The fact that millions, if no more, devices can continue to access the internet regardless of how long they are compromised, is just crazy. I get that it put more responsibility upon end users to secure their devices, if they otherwise run the risk of get thrown of the internet, but I currently fail to see other options. Our device security still isn't good enough that we can just use them with reckless abandonment.

Any "solution" that attempts to fix the problem of increasing DDoS attacks and their damage that doesn't address the issue of compromised devices being allowed to roam free on the internet is a band aid at best.

And I can almost hear people complain that I'm arguing to throw compromised IoT, SCADA and monitoring devices of the internet, and yes I am. None of these things have any business being exposed to the public internet anyway.


Either the ISPs are common carriers that follow some sort of basic rules, or they try to make people happy and end up stepping all over people randomly.

Currently there are zero rules (outside of a ISP ToS maybe) that forbids what you’re talking about. Pretty much anywhere I think? Unless you know of a law against having a infected or out of date computer connected to the internet?

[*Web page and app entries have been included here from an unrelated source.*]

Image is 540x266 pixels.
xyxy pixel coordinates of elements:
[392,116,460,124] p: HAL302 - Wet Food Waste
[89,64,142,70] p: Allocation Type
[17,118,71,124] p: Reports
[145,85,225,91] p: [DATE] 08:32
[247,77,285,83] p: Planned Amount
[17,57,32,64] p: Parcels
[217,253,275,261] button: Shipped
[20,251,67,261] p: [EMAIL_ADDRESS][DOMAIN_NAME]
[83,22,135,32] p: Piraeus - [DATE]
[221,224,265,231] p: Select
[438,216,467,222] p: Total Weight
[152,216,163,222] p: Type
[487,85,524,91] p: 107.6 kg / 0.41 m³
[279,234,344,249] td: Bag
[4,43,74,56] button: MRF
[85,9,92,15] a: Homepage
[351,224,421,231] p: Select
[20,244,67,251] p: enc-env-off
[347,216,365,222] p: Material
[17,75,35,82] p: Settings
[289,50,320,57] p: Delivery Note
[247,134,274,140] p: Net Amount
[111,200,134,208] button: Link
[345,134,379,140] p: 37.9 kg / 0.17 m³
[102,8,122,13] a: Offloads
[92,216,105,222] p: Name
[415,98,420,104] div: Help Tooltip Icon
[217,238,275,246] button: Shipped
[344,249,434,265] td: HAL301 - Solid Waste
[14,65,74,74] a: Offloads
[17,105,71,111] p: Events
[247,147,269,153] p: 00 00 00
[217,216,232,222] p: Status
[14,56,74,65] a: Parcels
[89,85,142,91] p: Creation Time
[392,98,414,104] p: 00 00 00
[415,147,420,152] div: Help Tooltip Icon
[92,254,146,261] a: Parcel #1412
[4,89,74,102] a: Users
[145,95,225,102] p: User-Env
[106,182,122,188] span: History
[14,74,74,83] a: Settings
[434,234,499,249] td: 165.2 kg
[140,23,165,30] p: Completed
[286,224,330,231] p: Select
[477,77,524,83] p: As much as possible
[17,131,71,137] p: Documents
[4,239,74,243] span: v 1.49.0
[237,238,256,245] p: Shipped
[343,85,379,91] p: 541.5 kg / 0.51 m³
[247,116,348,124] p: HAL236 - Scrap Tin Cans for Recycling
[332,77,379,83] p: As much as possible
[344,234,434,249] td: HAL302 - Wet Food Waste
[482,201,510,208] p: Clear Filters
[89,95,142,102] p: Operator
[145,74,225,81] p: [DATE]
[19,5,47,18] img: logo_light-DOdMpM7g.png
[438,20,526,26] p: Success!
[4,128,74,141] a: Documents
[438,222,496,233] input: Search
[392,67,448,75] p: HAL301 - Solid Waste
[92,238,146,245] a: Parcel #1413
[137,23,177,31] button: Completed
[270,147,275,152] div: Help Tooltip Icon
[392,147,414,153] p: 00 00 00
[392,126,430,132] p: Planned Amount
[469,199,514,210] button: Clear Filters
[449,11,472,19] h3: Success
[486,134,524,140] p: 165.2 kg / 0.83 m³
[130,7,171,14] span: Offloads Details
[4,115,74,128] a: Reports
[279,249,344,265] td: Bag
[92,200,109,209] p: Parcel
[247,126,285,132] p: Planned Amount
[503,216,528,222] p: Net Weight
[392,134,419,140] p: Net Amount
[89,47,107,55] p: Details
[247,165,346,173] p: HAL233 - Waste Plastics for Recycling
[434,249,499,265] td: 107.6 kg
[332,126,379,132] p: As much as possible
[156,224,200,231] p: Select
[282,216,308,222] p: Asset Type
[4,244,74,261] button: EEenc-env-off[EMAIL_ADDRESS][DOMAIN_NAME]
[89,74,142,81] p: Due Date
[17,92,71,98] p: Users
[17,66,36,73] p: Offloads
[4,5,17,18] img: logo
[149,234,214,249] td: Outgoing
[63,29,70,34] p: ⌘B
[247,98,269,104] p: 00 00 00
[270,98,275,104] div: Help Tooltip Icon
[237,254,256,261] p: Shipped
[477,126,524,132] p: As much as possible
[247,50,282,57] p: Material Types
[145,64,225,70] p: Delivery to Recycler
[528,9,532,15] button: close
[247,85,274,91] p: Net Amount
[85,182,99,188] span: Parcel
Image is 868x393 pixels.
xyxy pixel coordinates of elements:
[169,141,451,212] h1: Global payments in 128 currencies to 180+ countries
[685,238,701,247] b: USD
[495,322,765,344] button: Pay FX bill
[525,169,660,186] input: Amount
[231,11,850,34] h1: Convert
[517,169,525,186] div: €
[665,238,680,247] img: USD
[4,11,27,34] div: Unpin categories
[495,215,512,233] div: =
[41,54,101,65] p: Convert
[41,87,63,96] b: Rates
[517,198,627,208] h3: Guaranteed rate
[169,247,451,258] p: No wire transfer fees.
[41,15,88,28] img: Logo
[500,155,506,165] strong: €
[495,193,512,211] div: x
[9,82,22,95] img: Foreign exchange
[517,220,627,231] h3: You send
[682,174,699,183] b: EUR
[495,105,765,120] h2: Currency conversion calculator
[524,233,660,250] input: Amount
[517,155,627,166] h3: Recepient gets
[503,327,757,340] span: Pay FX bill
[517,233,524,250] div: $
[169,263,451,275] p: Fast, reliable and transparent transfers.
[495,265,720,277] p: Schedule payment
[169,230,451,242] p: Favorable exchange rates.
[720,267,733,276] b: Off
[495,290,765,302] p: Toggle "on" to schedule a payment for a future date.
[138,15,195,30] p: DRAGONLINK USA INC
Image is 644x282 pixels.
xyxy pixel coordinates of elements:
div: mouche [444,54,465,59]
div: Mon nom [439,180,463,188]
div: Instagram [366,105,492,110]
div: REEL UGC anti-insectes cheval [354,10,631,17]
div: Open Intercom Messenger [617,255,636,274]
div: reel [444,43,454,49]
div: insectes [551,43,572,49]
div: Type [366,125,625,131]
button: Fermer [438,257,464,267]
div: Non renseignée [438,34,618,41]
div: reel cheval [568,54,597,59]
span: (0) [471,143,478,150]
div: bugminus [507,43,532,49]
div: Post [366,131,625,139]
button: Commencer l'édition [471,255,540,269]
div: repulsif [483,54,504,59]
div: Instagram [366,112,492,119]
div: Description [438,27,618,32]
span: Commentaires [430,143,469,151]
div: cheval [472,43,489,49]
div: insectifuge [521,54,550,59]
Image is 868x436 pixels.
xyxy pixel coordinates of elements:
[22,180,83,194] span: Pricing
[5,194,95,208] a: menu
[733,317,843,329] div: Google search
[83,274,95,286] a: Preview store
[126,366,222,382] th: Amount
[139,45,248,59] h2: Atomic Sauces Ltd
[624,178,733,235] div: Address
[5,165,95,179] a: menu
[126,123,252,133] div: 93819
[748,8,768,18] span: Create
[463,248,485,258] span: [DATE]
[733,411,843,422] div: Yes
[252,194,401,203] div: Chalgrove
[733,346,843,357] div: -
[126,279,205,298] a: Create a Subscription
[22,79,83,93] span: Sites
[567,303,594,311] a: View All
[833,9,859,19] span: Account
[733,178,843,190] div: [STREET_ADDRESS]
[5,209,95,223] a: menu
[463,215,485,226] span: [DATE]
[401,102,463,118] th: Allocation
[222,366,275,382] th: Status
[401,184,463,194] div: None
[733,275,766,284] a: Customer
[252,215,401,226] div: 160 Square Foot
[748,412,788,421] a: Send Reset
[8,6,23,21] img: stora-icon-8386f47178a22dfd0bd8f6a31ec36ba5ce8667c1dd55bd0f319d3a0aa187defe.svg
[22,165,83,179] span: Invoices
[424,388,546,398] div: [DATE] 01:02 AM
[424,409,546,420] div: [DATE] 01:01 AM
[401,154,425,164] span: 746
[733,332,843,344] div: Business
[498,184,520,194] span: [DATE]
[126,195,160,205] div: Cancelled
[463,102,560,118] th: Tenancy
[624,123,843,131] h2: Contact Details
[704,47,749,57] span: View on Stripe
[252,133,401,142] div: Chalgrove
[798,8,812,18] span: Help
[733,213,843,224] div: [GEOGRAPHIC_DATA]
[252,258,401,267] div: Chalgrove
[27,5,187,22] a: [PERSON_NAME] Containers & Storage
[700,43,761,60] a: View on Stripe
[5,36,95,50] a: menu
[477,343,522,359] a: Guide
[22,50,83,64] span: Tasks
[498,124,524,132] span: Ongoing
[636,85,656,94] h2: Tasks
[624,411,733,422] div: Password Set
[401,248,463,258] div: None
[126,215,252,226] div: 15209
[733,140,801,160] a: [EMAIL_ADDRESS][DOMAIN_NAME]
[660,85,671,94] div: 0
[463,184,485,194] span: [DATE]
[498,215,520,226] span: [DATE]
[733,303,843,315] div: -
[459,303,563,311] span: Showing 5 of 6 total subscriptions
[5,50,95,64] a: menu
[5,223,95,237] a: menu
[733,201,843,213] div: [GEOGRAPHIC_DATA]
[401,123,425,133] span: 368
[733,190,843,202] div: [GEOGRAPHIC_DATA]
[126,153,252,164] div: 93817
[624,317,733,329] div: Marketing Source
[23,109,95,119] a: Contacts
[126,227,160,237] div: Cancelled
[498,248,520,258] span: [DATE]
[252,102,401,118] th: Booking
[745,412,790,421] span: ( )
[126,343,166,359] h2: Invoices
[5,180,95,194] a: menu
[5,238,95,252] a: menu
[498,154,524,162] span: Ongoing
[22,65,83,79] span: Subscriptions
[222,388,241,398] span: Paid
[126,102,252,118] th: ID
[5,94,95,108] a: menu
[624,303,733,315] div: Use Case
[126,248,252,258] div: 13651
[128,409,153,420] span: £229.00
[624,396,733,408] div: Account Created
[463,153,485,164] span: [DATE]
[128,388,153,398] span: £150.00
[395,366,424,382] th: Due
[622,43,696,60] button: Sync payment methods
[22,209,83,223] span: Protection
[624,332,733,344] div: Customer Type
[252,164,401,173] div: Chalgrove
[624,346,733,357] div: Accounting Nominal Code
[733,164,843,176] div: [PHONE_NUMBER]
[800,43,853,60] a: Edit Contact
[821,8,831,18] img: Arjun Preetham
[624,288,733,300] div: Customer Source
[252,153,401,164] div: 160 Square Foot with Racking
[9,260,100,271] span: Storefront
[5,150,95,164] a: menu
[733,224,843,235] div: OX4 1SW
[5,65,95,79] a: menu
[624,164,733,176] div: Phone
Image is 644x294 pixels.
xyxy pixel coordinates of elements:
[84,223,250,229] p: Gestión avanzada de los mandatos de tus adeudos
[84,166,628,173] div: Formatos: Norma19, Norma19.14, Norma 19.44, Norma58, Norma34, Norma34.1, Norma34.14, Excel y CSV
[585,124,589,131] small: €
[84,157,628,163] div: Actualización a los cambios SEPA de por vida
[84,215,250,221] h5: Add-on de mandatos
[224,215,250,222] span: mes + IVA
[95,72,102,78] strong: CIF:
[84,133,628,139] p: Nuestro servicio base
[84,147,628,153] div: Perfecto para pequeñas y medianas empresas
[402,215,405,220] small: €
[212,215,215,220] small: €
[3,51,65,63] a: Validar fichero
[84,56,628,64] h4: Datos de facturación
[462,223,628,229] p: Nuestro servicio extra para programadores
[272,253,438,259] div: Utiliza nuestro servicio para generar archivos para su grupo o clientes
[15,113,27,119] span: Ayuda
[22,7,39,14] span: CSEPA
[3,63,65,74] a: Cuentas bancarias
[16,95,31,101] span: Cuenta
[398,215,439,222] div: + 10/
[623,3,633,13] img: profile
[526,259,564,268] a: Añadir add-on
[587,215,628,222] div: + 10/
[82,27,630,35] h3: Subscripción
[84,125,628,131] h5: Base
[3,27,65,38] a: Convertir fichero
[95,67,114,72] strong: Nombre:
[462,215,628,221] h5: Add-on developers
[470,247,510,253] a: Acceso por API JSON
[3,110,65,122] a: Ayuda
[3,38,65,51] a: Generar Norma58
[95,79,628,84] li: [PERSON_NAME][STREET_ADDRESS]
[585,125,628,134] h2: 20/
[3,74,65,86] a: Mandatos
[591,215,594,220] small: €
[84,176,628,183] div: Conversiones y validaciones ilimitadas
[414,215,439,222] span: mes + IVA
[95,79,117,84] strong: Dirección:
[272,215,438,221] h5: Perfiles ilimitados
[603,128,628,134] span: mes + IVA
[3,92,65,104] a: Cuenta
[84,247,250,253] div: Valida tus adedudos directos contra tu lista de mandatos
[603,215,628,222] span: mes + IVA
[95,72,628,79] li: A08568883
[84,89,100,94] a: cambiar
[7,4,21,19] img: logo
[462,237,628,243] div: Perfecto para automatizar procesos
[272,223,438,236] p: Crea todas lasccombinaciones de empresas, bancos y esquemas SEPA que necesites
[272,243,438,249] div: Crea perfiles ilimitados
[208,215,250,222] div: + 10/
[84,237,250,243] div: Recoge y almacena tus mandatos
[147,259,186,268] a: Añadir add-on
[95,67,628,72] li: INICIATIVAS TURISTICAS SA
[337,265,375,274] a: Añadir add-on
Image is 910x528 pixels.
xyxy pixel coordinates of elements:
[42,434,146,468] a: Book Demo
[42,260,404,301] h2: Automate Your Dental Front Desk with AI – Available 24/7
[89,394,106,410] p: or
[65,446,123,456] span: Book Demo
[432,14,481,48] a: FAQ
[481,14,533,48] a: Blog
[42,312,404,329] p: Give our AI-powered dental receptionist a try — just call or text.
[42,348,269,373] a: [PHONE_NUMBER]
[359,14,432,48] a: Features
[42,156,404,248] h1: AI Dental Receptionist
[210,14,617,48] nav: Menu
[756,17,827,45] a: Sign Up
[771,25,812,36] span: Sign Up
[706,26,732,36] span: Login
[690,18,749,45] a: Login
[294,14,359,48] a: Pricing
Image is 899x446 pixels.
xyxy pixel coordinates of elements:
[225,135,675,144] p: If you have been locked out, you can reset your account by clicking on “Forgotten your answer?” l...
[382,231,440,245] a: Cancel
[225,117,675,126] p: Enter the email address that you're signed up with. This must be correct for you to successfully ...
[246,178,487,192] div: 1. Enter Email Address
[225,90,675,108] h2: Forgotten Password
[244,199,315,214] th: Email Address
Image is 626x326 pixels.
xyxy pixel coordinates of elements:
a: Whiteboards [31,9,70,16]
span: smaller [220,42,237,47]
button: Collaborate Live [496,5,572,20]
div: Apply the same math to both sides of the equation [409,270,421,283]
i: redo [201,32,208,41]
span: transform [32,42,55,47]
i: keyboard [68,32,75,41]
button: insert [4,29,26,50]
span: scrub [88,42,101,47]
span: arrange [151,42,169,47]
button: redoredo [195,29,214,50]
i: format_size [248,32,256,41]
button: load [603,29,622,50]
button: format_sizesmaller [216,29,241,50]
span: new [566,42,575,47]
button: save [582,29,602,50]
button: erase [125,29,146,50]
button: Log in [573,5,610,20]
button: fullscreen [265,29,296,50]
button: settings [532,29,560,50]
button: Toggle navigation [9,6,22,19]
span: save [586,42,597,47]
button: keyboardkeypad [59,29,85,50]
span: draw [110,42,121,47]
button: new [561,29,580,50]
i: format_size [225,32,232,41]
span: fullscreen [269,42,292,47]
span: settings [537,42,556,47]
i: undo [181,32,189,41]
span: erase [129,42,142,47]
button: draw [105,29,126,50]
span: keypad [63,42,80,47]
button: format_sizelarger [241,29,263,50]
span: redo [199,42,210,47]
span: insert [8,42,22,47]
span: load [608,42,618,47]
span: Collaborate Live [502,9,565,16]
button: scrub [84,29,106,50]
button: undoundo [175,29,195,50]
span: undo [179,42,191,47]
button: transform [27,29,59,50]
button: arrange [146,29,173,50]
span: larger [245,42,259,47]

There really is no way to have both. The current situation, they generally only deal with problem cases that get reported to them. And I doubt anyone is going to bother doing so for the 20k machines in this attack.


It is not an ISPs job to analyze traffic patterns and attempt to stop the bad ones. Thats like saying its the job of the road crews to stop speeders


So who else? My proposal would be to have companies like Google, Microsoft, Amazon and hosting providers be able to report sources of DDoS attack to the ISPs who can then identify the customer and let the customer know that they have a week to fix the issue or lose connectivity.


That is terrifying.

Let Google, Amazon, and Apple decide who gets to use the internet and who gets put into a list.

That is way worse than giving Google the W3C. That is literally just handing them the internet and making everybody else on it subservient to Google.


Or that it's the ISP's job to cut off accounts that are downloading copyrighted works, or hashing cryptocurrency without paying taxes, etc.

It would be nice if the cell phone provider could send a text message reporting the problem. But how to distinguish it from spam?


> > What happens when you log an attack from a device that is attacking you from a school or business WiFi network? Block the whole IP forever?

> No, but for a day perhaps.

Then that's also a DDoS attack vector.


The idea clearly needs some work.

But, a slight defense of it—the really big providers can already sink a massive DDoS anyway. So, this is just a scheme to help little websites. It doesn’t really matter if a school, or even a cellphone network, can’t access my little website for an afternoon.

You’d have to decide if you want to send the block request. If you are hosting your personal blog, you’ll probably go for it regardless. If you are providing a small service; hosting git for a couple friends or whatever, you’ll probably block with some discretion.